Updated
Updated · CNBC · Jun 27
Alphabet Unveils 8th-Gen TPUs, Claiming 80% Better AI Performance per Dollar
Updated
Updated · CNBC · Jun 27

Alphabet Unveils 8th-Gen TPUs, Claiming 80% Better AI Performance per Dollar

2 articles · Updated · CNBC · Jun 27

Summary

  • Alphabet’s new eighth-generation TPU lineup splits for the first time into two chips: TPU 8t for AI training and TPU 8i for inference, targeting the industry’s shift toward cheaper large-scale model deployment.
  • Google said the chips are up to 3 times faster for training, deliver 80% better performance per dollar, and can scale to clusters of more than 1 million TPUs.
  • That efficiency is central to Alphabet’s push against Nvidia, whose GPUs still dominate AI computing but are costlier, more power-hungry and harder to secure in tight supply chains.
  • Google is already monetizing the chips through Gemini, cloud rentals and direct hardware sales; Google Cloud backlog reached $472 billion in the first quarter, and analysts see TPU infrastructure revenue rising from about $3 billion in 2026 to $25 billion in 2027.
  • The TPU push also underpins broader expansion, including Anthropic demand, a multi-billion-dollar Meta deal and a Blackstone venture backed by $5 billion in initial equity and 500 megawatts of planned capacity by 2027.

Insights

Can Google's cheaper custom chips truly break Nvidia's powerful software monopoly?
As nations build 'sovereign AI,' will the global tech market fracture into competing blocs?

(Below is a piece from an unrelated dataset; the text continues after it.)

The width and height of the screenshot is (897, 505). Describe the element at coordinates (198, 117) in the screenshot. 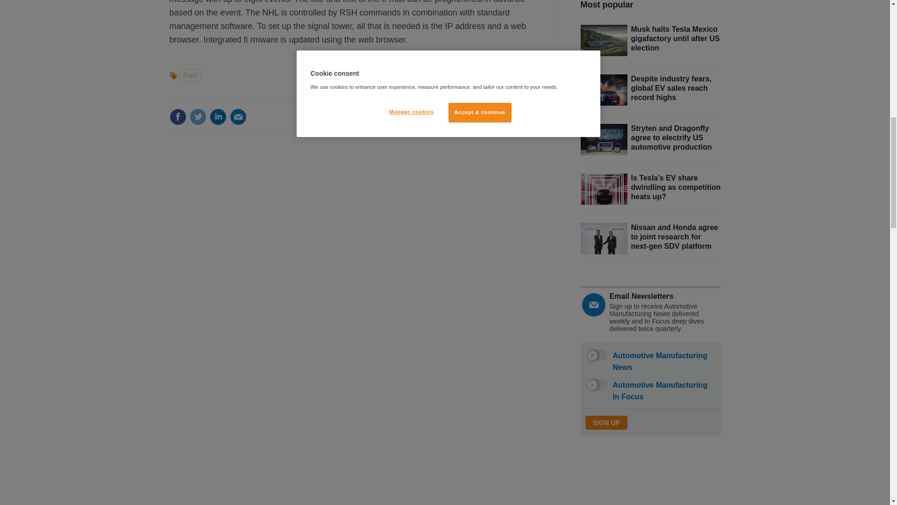

I see `Share this on Twitter` at that location.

Google Challenges Nvidia with TPU 8t/8i: 3x Faster AI Training, 80% Cost Gains, and a New Era of Specialized Chips

Overview

In June 2026, Google Cloud unveiled its eighth-generation Tensor Processing Units (TPUs), marking a major step forward in AI hardware. This new generation introduces two specialized chips: the TPU 8t for training AI models and the TPU 8i for inference, moving away from previous unified designs. This split reflects Google's response to the growing complexity and diversity of modern AI, as the industry enters what Google calls the 'agentic era.' Building on a legacy that evolved from inference-only chips to full training capabilities, these TPUs are now optimized to meet the unique demands of both training and inference workloads.